The third and final day of planned protests saw clashes erupt a few dozen kilometres from the country's premier Masai Mara game reserve in Narok, where one man died after being struck by an arrow in the chest and 25 others were wounded, local police chief Patrick Wambani said.
The clashes pitted Masai tribesmen against ethnic Kikuyus and both groups were armed with arrows, clubs and knifes, Wambani said, adding that homes and shops were burned. Kikuyus, who mostly backed Kibaki in the poll, have been chased from the west of the country by other tribes.
Elsewhere, police opened fire on protesters in Nairobi's Kibera slum, and a man and a woman were shot and killed. Skirmishes also broke out between police and thousands of demonstrators in the coastal tourist town of Mombasa, leaving one dead. And a man died of gunshot wounds at a Nairobi hospital. The latest violence brought the toll from three days of protests to at least 16.
Police in Mombasa fought running battles with protesters as they tried to scatter thousands of young men who marched from a downtown mosque. The protesters carried leafy twigs in a symbol of peace even as they chanted "Kill! Kill!" Police used tear gas and fired live bullets over the protesters' heads, then chased them down alleyways.
Overall though, the rallies' strength had largely evaporated with turnout down exponentially from recent days.
As protests have fizzled, Kibaki's hold on power has become more entrenched.

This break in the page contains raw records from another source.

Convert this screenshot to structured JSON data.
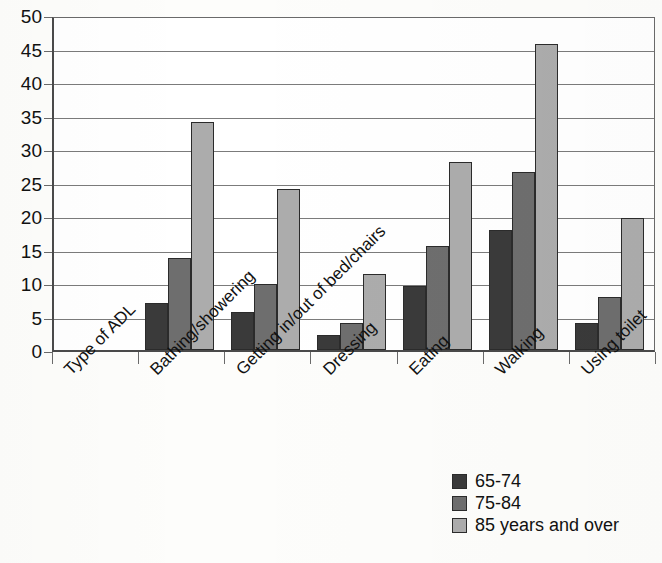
{
  "chart_data": {
    "type": "bar",
    "title": "",
    "xlabel": "Type of ADL",
    "ylabel": "",
    "categories": [
      "Type of ADL",
      "Bathing/showering",
      "Getting in/out of bed/chairs",
      "Dressing",
      "Eating",
      "Walking",
      "Using toilet"
    ],
    "series": [
      {
        "name": "65-74",
        "color": "#3a3a3a",
        "values": [
          null,
          7.0,
          5.6,
          2.2,
          9.5,
          17.9,
          4.0
        ]
      },
      {
        "name": "75-84",
        "color": "#6e6e6e",
        "values": [
          null,
          13.8,
          9.8,
          4.1,
          15.5,
          26.6,
          7.9
        ]
      },
      {
        "name": "85 years and over",
        "color": "#acacac",
        "values": [
          null,
          34.0,
          24.0,
          11.4,
          28.1,
          45.7,
          19.7
        ]
      }
    ],
    "ylim": [
      0,
      50
    ],
    "ytick_values": [
      0,
      5,
      10,
      15,
      20,
      25,
      30,
      35,
      40,
      45,
      50
    ],
    "ytick_labels": [
      "0",
      "5",
      "10",
      "15",
      "20",
      "25",
      "30",
      "35",
      "40",
      "45",
      "50"
    ],
    "grid": true,
    "legend_position": "bottom-right",
    "xtick_rotation": -45
  },
  "legend": {
    "entries": [
      {
        "label": "65-74",
        "color": "#3a3a3a"
      },
      {
        "label": "75-84",
        "color": "#6e6e6e"
      },
      {
        "label": "85 years and over",
        "color": "#acacac"
      }
    ]
  },
  "colors": {
    "background": "#fdfdfb",
    "plot_background": "#ffffff",
    "axis": "#4a4a4a",
    "gridline": "#7b7b7b",
    "series_1": "#3a3a3a",
    "series_2": "#6e6e6e",
    "series_3": "#acacac"
  }
}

His mandate, however, is thin and local and international observers have questioned his victory at the polls.
But there is no money to rerun the election and sorting a recount through the courts could take years.
The opposition's best hope may rest in wrangling a power-sharing agreement from the government, which could possibly give a prime ministerial post or vice-presidency to its leader, Raila Odinga.
The U.S. and other allies consider Kenya a vital partner against terrorism and as a regional economic and military powerhouse whose stability has stood in stark contrast to war-ravaged neighbors like Sudan and Somalia, where Islamic extremism is rife.
The United States blamed both leaders for the unrest.
"There are clashes because of the political deadlock," State Department spokesman Sean McCormack said, adding it was "beyond time" for Kibaki and Odinga to reach a compromise.
Kenya exploded in violence after the Dec. 27 election. Furious over the alleged vote rigging, Odinga's supporters rose up, burning homes, clashing with police and exposing long-simmering ethnic tensions. More than 600 people have been killed since then, the worst violence since a failed 1982 coup attempt.
Opposition spokesman Salim Lone said Odinga would call for a "boycott of companies owned by hard-liners who are around Mr. Kibaki," including one of Kenya's biggest banks, a prominent bus company and a major dairy producer. Lone also said they would work with unions "to organize strikes in selected industries."
"We are completely ready to negotiate in good faith. We want peace in the country," Lone said. "Our people are suffering."
Kibaki's government has made similar statements, but efforts by the U.S. and the African Union have failed to even bring Odinga and Kibaki together for talks.
On Thursday night, police arrested three foreigners they accused of suspected terrorist activities. One, German jazz musician Andrej Hermlin-Leder, is a friend and supporter of Odinga, opposition spokesman Lone said. A Dutch freelance journalist arrested, Fleur van Dissel, recently filmed a documentary about Odinga that was aired on independent Kenya Television Network days before the elections, he said.
Asked whether the arrests were linked to their connection to Odinga, police spokesman Eric Kiraithe said it had "nothing to do with that." He charged the three arrested "had footage of security installations in the country" and were detained "purely on criminal suspicion."
In Mathare, mobs attacked and wounded eight people and killed another, resident Alice Nduko, 35, said Friday. An Associated Press photographer saw the slain man's body lying by the side of a road, the back of his head split open.
Nduko said she fled to a neighboring air force base with about 200 other people. In a muddy plastic bag at her feet was a neighbor's severed hand, which she said had been hacked off by mobs last night. She had retrieved it from the slum "as evidence," she said.
"They've been killing our neighbors," said Nduko, an ethnic Kikuyu like Kibaki. "We came here because we are afraid."